Here are four recent developments for consumers and businesses that impact how we choose, share, purchase, and manage wine. Plus another – decidedly non-technological in nature – that keeps the quants in check.
Occasion-Specific Recommendations
Early iterations of consumer wine apps for mobile devices were responsive to what information the user wanted to know (varietal, brand, price), howthat user wanted the information delivered (text, video, images), and where the user was located when they accessed the information (meaning they were LBS-enabled, for Location-Based Service).
The latest generation of wine recommendation apps takes that original functionality a step further, drilling down to the very specific occasion or situation the user finds themselves in.
Fiasco, for example, launched just three weeks ago. Users start by picking a “proxy” for the occasion, such as date night or a gift for a friend. Secondary information such as food pairings or price range, combined with taste profile specifications, yields specific bottle recommendations.
A predecessor to Fiasco is Find My Wine, which was created by Elie Gibran and Edouard Kourani, a Lebanese-born, Swiss-educated wine entrepreneur. Released last October, the app aims to “match wines with occasions, foods, people, and moments.”
Vintank
Imagine you’ve got a team of very smart engineers working for your winery, deciphering social technology and making it understandable and meaningful for your specific brand. That’s what happens with Vintank technology, a Napa-based digital think tank for the wine industry.
It isn’t the engineers themselves who show up at the winery, of course, it’s the newly updated platform and dashboard they’ve built that’s the winery’s “mission control” for monitoring all critical social media interaction. It’s an attractive and very user-friendly interface that folds together seamlessly the various streams of social dialogue.
That interface delivers conversations to the winery,about the winery, and with the winery. The kicker is that they do it with context from all social media channels, which enables the winery to understand who they’re serving, what they’re like, and where they are. It all adds up to the winery being in the best position to listen, respond and engage with current and potential customers.

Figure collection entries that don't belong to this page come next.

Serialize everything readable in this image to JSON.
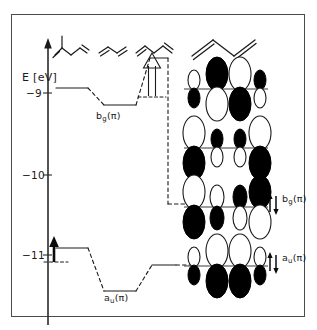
{
  "figure": {
    "domain": "scientific-orbital-energy-diagram",
    "width": 317,
    "height": 330,
    "background": "#ffffff",
    "border_color": "#4a4a4a",
    "ink_color": "#1a1a1a"
  },
  "axis": {
    "title": "E [eV]",
    "unit": "eV",
    "quantity": "E",
    "orientation": "vertical",
    "arrow_at": "top",
    "ticks": [
      {
        "label": "−9",
        "value": -9,
        "y_px": 93
      },
      {
        "label": "−10",
        "value": -10,
        "y_px": 175
      },
      {
        "label": "−11",
        "value": -11,
        "y_px": 255
      }
    ],
    "range": [
      -11.8,
      -8.5
    ]
  },
  "molecules": [
    {
      "name": "isoprene-skeleton",
      "label": "",
      "position": "top-left"
    },
    {
      "name": "butadiene-skeleton-a",
      "label": "",
      "position": "top-left-center"
    },
    {
      "name": "butadiene-skeleton-b",
      "label": "",
      "position": "top-center"
    },
    {
      "name": "butadiene-skeleton-large",
      "label": "",
      "position": "top-right"
    }
  ],
  "correlation_levels": {
    "upper_series": {
      "symmetry_label": "b",
      "symmetry_sub": "g",
      "symmetry_pi": "(π)",
      "label_text": "b",
      "segments": [
        {
          "name": "level-bg-1",
          "energy": -8.9,
          "x0": 40,
          "x1": 72
        },
        {
          "name": "level-bg-2",
          "energy": -9.12,
          "x0": 92,
          "x1": 124
        },
        {
          "name": "level-bg-3",
          "energy": -8.55,
          "x0": 140,
          "x1": 166
        },
        {
          "name": "level-bg-final",
          "energy": -10.33,
          "x0": 166,
          "x1": 198
        }
      ]
    },
    "lower_series": {
      "symmetry_label": "a",
      "symmetry_sub": "u",
      "symmetry_pi": "(π)",
      "segments": [
        {
          "name": "level-au-1",
          "energy": -10.95,
          "x0": 40,
          "x1": 72
        },
        {
          "name": "level-au-2",
          "energy": -11.55,
          "x0": 92,
          "x1": 124
        },
        {
          "name": "level-au-3",
          "energy": -11.12,
          "x0": 140,
          "x1": 198
        }
      ]
    }
  },
  "arrows": [
    {
      "name": "filled-shift-arrow",
      "style": "solid-filled",
      "direction": "up",
      "x_px": 53,
      "y_bottom": 268,
      "y_top": 246
    },
    {
      "name": "hollow-shift-arrow",
      "style": "open-outline",
      "direction": "up",
      "x_px": 152,
      "y_bottom": 97,
      "y_top": 56
    }
  ],
  "electron_occupancies": [
    {
      "name": "electron-pair-bg",
      "label_main": "b",
      "label_sub": "g",
      "label_pi": "(π)",
      "electrons": 2,
      "y_px": 203
    },
    {
      "name": "electron-pair-au",
      "label_main": "a",
      "label_sub": "u",
      "label_pi": "(π)",
      "electrons": 2,
      "y_px": 262
    }
  ],
  "orbital_diagrams": [
    {
      "name": "mo-psi4",
      "index": 4,
      "nodes": 3,
      "y_axis_px": 89,
      "lobes": [
        {
          "x": 194,
          "size": "small",
          "up": "white",
          "down": "black"
        },
        {
          "x": 217,
          "size": "large",
          "up": "black",
          "down": "white"
        },
        {
          "x": 240,
          "size": "large",
          "up": "white",
          "down": "black"
        },
        {
          "x": 260,
          "size": "small",
          "up": "black",
          "down": "white"
        }
      ]
    },
    {
      "name": "mo-psi3",
      "index": 3,
      "nodes": 2,
      "y_axis_px": 148,
      "lobes": [
        {
          "x": 194,
          "size": "large",
          "up": "white",
          "down": "black"
        },
        {
          "x": 217,
          "size": "small",
          "up": "black",
          "down": "white"
        },
        {
          "x": 240,
          "size": "small",
          "up": "black",
          "down": "white"
        },
        {
          "x": 260,
          "size": "large",
          "up": "white",
          "down": "black"
        }
      ]
    },
    {
      "name": "mo-psi2-bg",
      "index": 2,
      "nodes": 1,
      "y_axis_px": 207,
      "lobes": [
        {
          "x": 194,
          "size": "large",
          "up": "white",
          "down": "black"
        },
        {
          "x": 217,
          "size": "small",
          "up": "white",
          "down": "black"
        },
        {
          "x": 240,
          "size": "small",
          "up": "black",
          "down": "white"
        },
        {
          "x": 260,
          "size": "large",
          "up": "black",
          "down": "white"
        }
      ]
    },
    {
      "name": "mo-psi1-au",
      "index": 1,
      "nodes": 0,
      "y_axis_px": 266,
      "lobes": [
        {
          "x": 194,
          "size": "small",
          "up": "white",
          "down": "black"
        },
        {
          "x": 217,
          "size": "large",
          "up": "white",
          "down": "black"
        },
        {
          "x": 240,
          "size": "large",
          "up": "white",
          "down": "black"
        },
        {
          "x": 260,
          "size": "small",
          "up": "white",
          "down": "black"
        }
      ]
    }
  ],
  "colors": {
    "line": "#1a1a1a",
    "lobe_fill_dark": "#000000",
    "lobe_fill_light": "#ffffff",
    "frame": "#4a4a4a",
    "axis": "#2a2a2a"
  }
}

What Else: Vintank also offers e-commerce, prospecting, and geo-fencing capabilities as well.
Wine Industry Technology Symposium
Big data. Security. Mobile. E-commerce. Supply chain innovation. These concerns form the structural backbone of the business end of winery operations. Yet, between rapidly-changing information technology and digital marketing that can often feel like shooting at a moving target, it’s hard to stay on top of the most recent developments.
Unless you attend the Wine Industry Technology Symposium (WITS) in Napa on June 30 and July 1. Co-chairs Smoke Wallin and Lesley Berglund have produced WITS since 2005, and their line up of speakers and panels reads like a list of bullet points on winery executives’ to-do list.
What Else: This year, content specific to the newly-formed Beer Industry Technology Symposium will be integrated into several sessions at WITS.